GODS AND GODDESSES

Some pagans will tell you that "we don't really believe in Gods and Goddesses, they're just symbols". Such teachers are to be avoided like the plague. A traffic light is just a symbol, but getting run over by a bus is somewhat more than a symbolic act.

It makes more sense to realise that Gods and Goddesses represent real, external forces in a way that has evolved for tens of thousands of years, and so to treat all of them as real except when they pretend to be the only god. Any post-modernists objecting should realise that post-modernism is just so last century it should be called pre-now-ism, just to annoy them.

Many pagans are visionaries who have been visited by these deities, and I find it an act of arrogance to dismiss their reports. It may be difficult for the modern pagan to "believe" in the way we were taught to "believe" by monotheistic religions, but practice suggests that "deciding" to believe is a lot more useful, and less cowardly, than hiding behind Jung (without actually bothering to read his books).

There are also theories that "all Gods and Goddesses are reflections of one energy/spiritual force/whatever", sometimes divided into a single God and single Goddess along with mentions of Taoism (by people who have never bothered to read the Tao Te King). To be fair, the Romans started this, but only in response to Christian arguments.

The most dangerous view, called "Radical Polytheism" by Prudence Jones, is that every single God or Goddess ever worshipped is a separate entity. Being dangerous and radical it is almost certainly true.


WHAT YOU ARE ASKED TO DO
When the word "Nepieciešams" appears in a line of the data below, list that line.

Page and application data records
════
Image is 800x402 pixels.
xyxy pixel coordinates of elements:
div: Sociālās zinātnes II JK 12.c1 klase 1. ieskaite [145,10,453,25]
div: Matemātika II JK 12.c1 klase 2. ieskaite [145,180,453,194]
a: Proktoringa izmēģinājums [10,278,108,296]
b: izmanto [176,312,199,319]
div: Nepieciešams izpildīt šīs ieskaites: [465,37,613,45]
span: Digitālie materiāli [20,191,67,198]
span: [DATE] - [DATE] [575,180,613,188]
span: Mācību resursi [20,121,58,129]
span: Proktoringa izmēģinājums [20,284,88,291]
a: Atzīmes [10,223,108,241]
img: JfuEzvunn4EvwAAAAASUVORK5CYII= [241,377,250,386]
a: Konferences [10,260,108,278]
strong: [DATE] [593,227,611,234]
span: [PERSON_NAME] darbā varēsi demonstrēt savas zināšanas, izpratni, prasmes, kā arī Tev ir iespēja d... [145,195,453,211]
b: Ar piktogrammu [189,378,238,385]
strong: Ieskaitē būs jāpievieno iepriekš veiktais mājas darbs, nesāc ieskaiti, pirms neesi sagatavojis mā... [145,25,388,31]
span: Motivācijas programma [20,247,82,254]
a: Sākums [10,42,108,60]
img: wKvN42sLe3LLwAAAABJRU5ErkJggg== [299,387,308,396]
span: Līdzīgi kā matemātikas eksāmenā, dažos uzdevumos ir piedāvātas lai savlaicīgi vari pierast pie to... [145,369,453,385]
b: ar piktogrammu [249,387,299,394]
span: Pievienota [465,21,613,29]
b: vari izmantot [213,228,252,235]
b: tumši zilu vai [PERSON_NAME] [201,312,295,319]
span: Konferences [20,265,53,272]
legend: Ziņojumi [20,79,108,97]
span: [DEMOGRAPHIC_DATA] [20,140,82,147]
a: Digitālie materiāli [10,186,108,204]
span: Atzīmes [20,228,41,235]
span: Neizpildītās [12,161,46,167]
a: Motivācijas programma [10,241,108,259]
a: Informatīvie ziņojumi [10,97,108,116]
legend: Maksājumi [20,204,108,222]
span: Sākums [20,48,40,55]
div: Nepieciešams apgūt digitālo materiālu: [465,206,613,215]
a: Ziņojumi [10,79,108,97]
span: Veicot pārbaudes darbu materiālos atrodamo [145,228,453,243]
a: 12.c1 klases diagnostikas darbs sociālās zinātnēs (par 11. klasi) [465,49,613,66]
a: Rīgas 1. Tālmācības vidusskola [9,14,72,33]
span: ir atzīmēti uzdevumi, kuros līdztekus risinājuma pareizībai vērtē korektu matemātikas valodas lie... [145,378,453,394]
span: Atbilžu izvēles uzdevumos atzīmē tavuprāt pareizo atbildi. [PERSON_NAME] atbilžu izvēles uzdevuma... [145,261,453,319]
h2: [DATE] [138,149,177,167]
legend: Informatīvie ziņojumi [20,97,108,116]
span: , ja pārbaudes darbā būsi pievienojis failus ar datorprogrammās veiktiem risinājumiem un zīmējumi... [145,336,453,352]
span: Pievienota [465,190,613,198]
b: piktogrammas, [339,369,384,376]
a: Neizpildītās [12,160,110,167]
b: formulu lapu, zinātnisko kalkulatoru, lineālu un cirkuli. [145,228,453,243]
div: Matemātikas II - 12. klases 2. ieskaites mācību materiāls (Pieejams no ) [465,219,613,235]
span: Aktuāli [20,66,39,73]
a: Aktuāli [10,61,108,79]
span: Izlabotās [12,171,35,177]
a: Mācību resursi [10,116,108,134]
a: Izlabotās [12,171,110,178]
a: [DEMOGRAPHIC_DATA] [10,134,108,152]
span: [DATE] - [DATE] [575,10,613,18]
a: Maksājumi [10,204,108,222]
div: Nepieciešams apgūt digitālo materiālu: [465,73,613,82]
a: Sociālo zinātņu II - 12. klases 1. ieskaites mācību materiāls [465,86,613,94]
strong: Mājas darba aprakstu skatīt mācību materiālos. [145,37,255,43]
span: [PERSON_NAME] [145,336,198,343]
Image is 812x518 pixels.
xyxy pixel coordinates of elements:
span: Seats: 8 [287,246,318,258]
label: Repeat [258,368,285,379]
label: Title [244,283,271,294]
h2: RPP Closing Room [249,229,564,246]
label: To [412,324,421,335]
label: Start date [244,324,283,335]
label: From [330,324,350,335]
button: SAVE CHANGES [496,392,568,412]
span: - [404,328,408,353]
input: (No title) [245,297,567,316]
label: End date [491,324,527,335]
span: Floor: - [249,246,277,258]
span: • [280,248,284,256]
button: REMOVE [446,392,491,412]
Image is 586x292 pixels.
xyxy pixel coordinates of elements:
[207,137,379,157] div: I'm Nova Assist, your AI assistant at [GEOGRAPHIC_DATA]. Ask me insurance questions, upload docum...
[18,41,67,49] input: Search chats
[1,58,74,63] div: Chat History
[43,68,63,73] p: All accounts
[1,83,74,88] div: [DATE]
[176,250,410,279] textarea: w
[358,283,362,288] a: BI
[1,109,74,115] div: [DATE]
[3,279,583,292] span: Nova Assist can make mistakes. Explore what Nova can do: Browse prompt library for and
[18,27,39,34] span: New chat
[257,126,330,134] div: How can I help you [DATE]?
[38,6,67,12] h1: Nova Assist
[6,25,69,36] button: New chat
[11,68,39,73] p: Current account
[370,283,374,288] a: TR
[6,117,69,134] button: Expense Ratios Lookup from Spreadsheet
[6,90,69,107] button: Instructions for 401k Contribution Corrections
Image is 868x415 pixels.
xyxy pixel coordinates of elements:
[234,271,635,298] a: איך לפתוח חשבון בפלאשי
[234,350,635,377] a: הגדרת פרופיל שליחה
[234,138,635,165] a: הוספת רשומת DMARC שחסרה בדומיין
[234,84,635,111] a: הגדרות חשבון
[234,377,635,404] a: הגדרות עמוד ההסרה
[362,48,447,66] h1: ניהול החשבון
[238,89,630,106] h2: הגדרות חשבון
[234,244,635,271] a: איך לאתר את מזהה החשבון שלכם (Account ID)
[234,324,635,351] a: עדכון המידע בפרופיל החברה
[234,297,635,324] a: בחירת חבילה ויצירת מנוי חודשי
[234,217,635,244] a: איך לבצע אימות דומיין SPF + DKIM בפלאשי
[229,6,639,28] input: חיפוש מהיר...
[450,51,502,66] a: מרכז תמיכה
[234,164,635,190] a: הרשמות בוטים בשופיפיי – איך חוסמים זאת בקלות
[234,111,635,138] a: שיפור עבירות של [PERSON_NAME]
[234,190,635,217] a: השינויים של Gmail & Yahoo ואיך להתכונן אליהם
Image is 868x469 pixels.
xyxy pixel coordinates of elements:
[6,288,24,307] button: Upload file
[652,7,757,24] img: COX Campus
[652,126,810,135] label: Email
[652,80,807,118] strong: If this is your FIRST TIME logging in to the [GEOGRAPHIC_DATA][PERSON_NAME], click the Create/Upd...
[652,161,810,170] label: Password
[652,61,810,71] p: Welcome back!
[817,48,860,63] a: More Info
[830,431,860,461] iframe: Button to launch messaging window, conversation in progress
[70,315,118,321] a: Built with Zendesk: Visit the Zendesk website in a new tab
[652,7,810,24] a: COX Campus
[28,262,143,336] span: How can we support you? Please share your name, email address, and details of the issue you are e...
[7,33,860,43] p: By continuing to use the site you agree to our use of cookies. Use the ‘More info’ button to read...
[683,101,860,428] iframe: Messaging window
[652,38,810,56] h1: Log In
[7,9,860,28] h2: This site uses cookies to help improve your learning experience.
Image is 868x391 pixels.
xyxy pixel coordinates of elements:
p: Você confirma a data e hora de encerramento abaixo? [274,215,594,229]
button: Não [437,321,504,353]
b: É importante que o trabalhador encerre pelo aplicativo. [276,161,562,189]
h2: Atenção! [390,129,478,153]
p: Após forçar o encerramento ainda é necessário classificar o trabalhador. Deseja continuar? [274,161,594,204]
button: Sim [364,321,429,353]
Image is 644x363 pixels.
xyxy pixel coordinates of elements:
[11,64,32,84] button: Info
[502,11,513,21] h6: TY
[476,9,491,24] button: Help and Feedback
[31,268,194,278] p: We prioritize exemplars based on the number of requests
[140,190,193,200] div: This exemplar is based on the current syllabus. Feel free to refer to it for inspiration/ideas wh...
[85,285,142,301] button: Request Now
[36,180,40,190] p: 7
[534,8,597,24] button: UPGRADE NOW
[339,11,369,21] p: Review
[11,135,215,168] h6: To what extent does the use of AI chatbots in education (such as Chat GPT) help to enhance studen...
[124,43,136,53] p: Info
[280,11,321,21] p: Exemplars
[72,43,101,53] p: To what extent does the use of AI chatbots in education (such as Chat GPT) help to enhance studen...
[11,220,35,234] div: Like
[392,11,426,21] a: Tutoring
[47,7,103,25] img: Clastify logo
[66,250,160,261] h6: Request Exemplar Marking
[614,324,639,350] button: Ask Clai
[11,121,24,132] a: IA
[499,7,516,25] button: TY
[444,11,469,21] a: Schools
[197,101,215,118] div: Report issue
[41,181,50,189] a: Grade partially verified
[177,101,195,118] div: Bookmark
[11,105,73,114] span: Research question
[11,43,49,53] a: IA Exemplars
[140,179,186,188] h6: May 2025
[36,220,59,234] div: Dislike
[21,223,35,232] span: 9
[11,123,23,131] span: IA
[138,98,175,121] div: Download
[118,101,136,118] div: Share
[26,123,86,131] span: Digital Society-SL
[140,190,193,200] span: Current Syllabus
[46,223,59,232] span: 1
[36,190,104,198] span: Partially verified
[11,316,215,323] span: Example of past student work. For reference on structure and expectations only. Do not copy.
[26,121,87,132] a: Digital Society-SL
════
SOLUTION TO THIS TASK
div: Nepieciešams izpildīt šīs ieskaites: [465,37,613,45]
div: Nepieciešams apgūt digitālo materiālu: [465,206,613,215]
div: Nepieciešams apgūt digitālo materiālu: [465,73,613,82]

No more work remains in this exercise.